I don't want to be accused of not being evenhanded in my coverage of the GOP Presidential candidates. I know I've been spending too many entries on Mitt Romney lately, but he's made himself such an easy target. Releasing his tax returns on the day that President Obama is delivering a State of the Union speech concentrating on our inequitable tax system written by and for the rich? What was he thinking? Why wasn't he thinking? But this isn't about Mitt. This is about Chickenhawk Newt.
You need to read this Vanity Fair article by Peter Boyer from 1989, "Good Newt, Bad Newt," about how Newt was horrible long before his Freddie Mac lobbying and his recent race baiting, but the story that needs to be as well known as Romney's Dog on the Roof is the story of hawkish Newt's Vietnam War experience. He was old enough to serve, but he didn't.

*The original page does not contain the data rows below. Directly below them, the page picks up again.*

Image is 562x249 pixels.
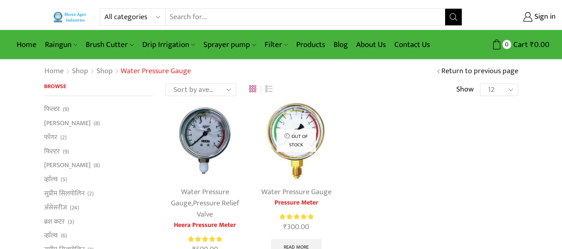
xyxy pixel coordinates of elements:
span: ₹ [530,38,534,51]
span: (8) [94,161,100,170]
a: Return to previous page [442,66,519,77]
span: Cart [511,39,528,50]
input: Search for... [166,9,445,25]
button: Search button [445,9,462,25]
a: सुप्रीम सिलपोलिन [44,186,84,201]
span: (2) [87,190,94,198]
span: (2) [60,134,67,142]
span: Browse [44,82,66,91]
span: ₹ [283,221,287,233]
span: Sign in [533,12,556,22]
a: Pressure Relief Valve [193,197,239,221]
span: Show [457,84,474,95]
a: Pressure Meter [257,198,335,208]
a: Brush Cutter [82,35,138,55]
a: फिल्टर [44,144,60,159]
a: Heera Pressure Meter [166,221,244,231]
a: व्हाॅल्व [44,229,58,243]
select: Shop order [166,84,236,96]
span: (24) [70,204,79,212]
a: Sprayer pump [199,35,260,55]
a: Contact Us [390,35,435,55]
a: [PERSON_NAME] [44,159,91,173]
span: 0 [503,40,511,49]
a: 0 Cart ₹0.00 [471,37,550,52]
img: Heera Pressure Meter [166,101,244,180]
a: Shop [72,66,89,77]
a: [PERSON_NAME] [44,117,91,131]
span: (8) [94,119,100,128]
img: Water-Pressure-Gauge [257,101,335,180]
a: Water Pressure Gauge [171,186,229,210]
bdi: 300.00 [283,221,309,233]
a: Raingun [41,35,82,55]
span: (9) [63,105,69,114]
a: अ‍ॅसेसरीज [44,201,67,215]
a: Products [292,35,330,55]
div: Rated 5.00 out of 5 [280,213,313,221]
span: (3) [68,218,74,226]
a: व्हाॅल्व [44,173,58,187]
a: Water Pressure Gauge [261,186,332,199]
div: Rated 5.00 out of 5 [188,235,222,244]
a: फिल्टर [44,104,60,116]
span: (9) [63,148,69,156]
span: Rated out of 5 [280,213,313,221]
span: Rated out of 5 [188,235,222,244]
div: , [166,187,244,221]
a: About Us [352,35,390,55]
nav: Breadcrumb [44,66,191,77]
a: Shop [96,66,113,77]
span: (6) [61,232,67,240]
a: ब्रश कटर [44,215,65,229]
a: Blog [330,35,352,55]
a: Home [12,35,41,55]
a: Sign in [475,10,556,25]
a: Home [44,66,64,77]
bdi: 0.00 [530,38,550,51]
a: Drip Irrigation [138,35,199,55]
a: फॉगर [44,130,57,144]
span: (5) [61,176,67,184]
h1: Water Pressure Gauge [121,67,191,76]
a: Filter [261,35,292,55]
p: Out of stock [277,130,316,152]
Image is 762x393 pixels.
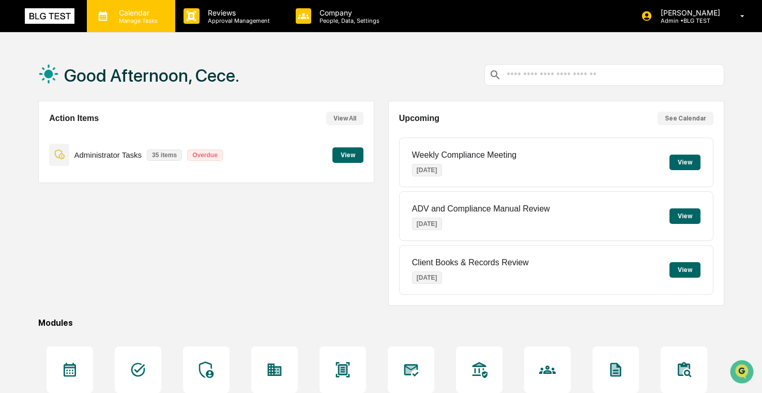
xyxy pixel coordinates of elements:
img: 1746055101610-c473b297-6a78-478c-a979-82029cc54cd1 [21,141,29,149]
span: [PERSON_NAME] [32,141,84,149]
p: Calendar [111,8,163,17]
a: 🖐️Preclearance [6,207,71,226]
span: Attestations [85,211,128,222]
img: Jack Rasmussen [10,131,27,147]
h2: Upcoming [399,114,439,123]
p: Overdue [187,149,223,161]
p: ADV and Compliance Manual Review [412,204,550,214]
a: 🗄️Attestations [71,207,132,226]
div: Past conversations [10,115,69,123]
button: View [670,208,701,224]
p: Weekly Compliance Meeting [412,150,517,160]
p: Client Books & Records Review [412,258,529,267]
div: 🔎 [10,232,19,240]
p: Manage Tasks [111,17,163,24]
img: logo [25,8,74,24]
p: 35 items [147,149,182,161]
button: See Calendar [658,112,714,125]
button: View [670,155,701,170]
p: [PERSON_NAME] [652,8,725,17]
a: View [332,149,363,159]
span: [PERSON_NAME] [32,169,84,177]
p: Admin • BLG TEST [652,17,725,24]
img: 1746055101610-c473b297-6a78-478c-a979-82029cc54cd1 [10,79,29,98]
span: [DATE] [92,169,113,177]
p: Administrator Tasks [74,150,142,159]
button: Start new chat [176,82,188,95]
span: Pylon [103,256,125,264]
p: Approval Management [200,17,275,24]
button: See all [160,113,188,125]
h2: Action Items [49,114,99,123]
div: We're available if you need us! [47,89,142,98]
p: Company [311,8,385,17]
span: Preclearance [21,211,67,222]
h1: Good Afternoon, Cece. [64,65,239,86]
p: Reviews [200,8,275,17]
a: 🔎Data Lookup [6,227,69,246]
p: How can we help? [10,22,188,38]
p: [DATE] [412,271,442,284]
span: • [86,169,89,177]
div: 🗄️ [75,213,83,221]
a: Powered byPylon [73,256,125,264]
img: 4531339965365_218c74b014194aa58b9b_72.jpg [22,79,40,98]
span: Data Lookup [21,231,65,241]
button: View All [326,112,363,125]
div: 🖐️ [10,213,19,221]
div: Modules [38,318,724,328]
p: [DATE] [412,164,442,176]
p: People, Data, Settings [311,17,385,24]
iframe: Open customer support [729,359,757,387]
button: View [670,262,701,278]
p: [DATE] [412,218,442,230]
span: • [86,141,89,149]
button: View [332,147,363,163]
span: 10:57 AM [92,141,121,149]
div: Start new chat [47,79,170,89]
img: Cece Ferraez [10,159,27,175]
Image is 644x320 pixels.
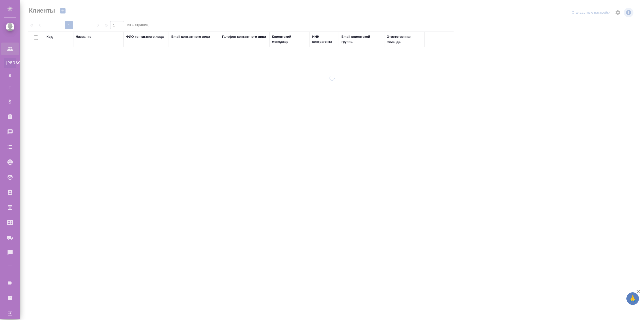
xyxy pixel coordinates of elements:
[126,34,164,39] div: ФИО контактного лица
[221,34,266,39] div: Телефон контактного лица
[171,34,210,39] div: Email контактного лица
[47,34,52,39] div: Код
[4,70,16,80] a: Д
[76,34,91,39] div: Название
[6,60,14,65] span: [PERSON_NAME]
[628,293,637,304] span: 🙏
[312,34,336,44] div: ИНН контрагента
[341,34,382,44] div: Email клиентской группы
[6,73,14,78] span: Д
[626,292,639,305] button: 🙏
[386,34,422,44] div: Ответственная команда
[6,85,14,90] span: Т
[4,58,16,68] a: [PERSON_NAME]
[272,34,307,44] div: Клиентский менеджер
[4,83,16,93] a: Т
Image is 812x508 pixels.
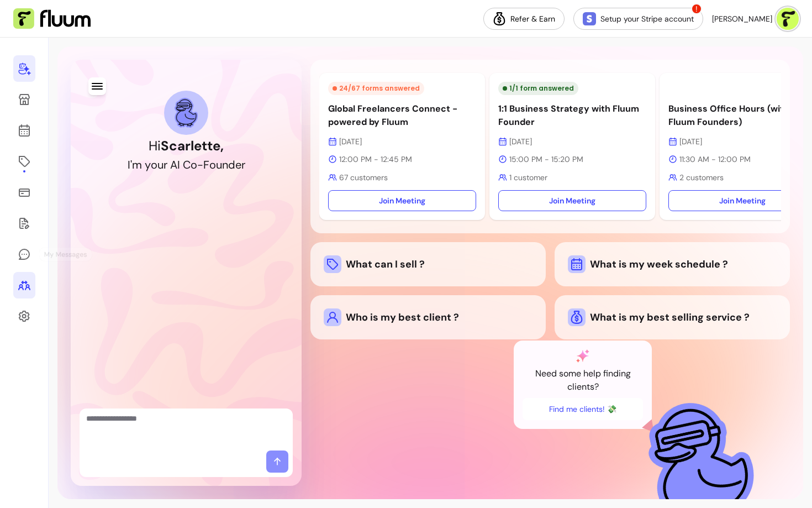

You need to read this Vanity Fair article by Peter Boyer from 1989, "Good Newt, Bad Newt," about how Newt was horrible long before his Freddie Mac lobbying and his recent race baiting, but the story that needs to be as well known as Romney's Dog on the Roof is the story of hawkish Newt's Vietnam War experience. He was old enough to serve, but he didn't.
Sure enough, he found himself listed among a sizable group of noted conservative hawks (including George Will and Richard Perle) who had managed to avoid the war-the "war wimps," as they came to be called. In 1985, he told Jane Mayer of The Wall Street Journal that he still believed that "Vietnam was the right battlefield at the right time." Why didn't he go? "Given everything I believe in, a large part of me thinks I should have gone over," he allowed. But, recovering, he added, "Part of the question I had to ask myself was what difference I would have made."What if every young draftee and volunteer asked what difference they would make in the course of any war. You're young. You're patriotic. You're cannon fodder. You don't ask questions. Newt's sense of grandiosity is not a new thing. It's hard to imagine him volunteering for any military service as less than commander in chief (maybe, in a pinch, head of the joint chiefs of staff).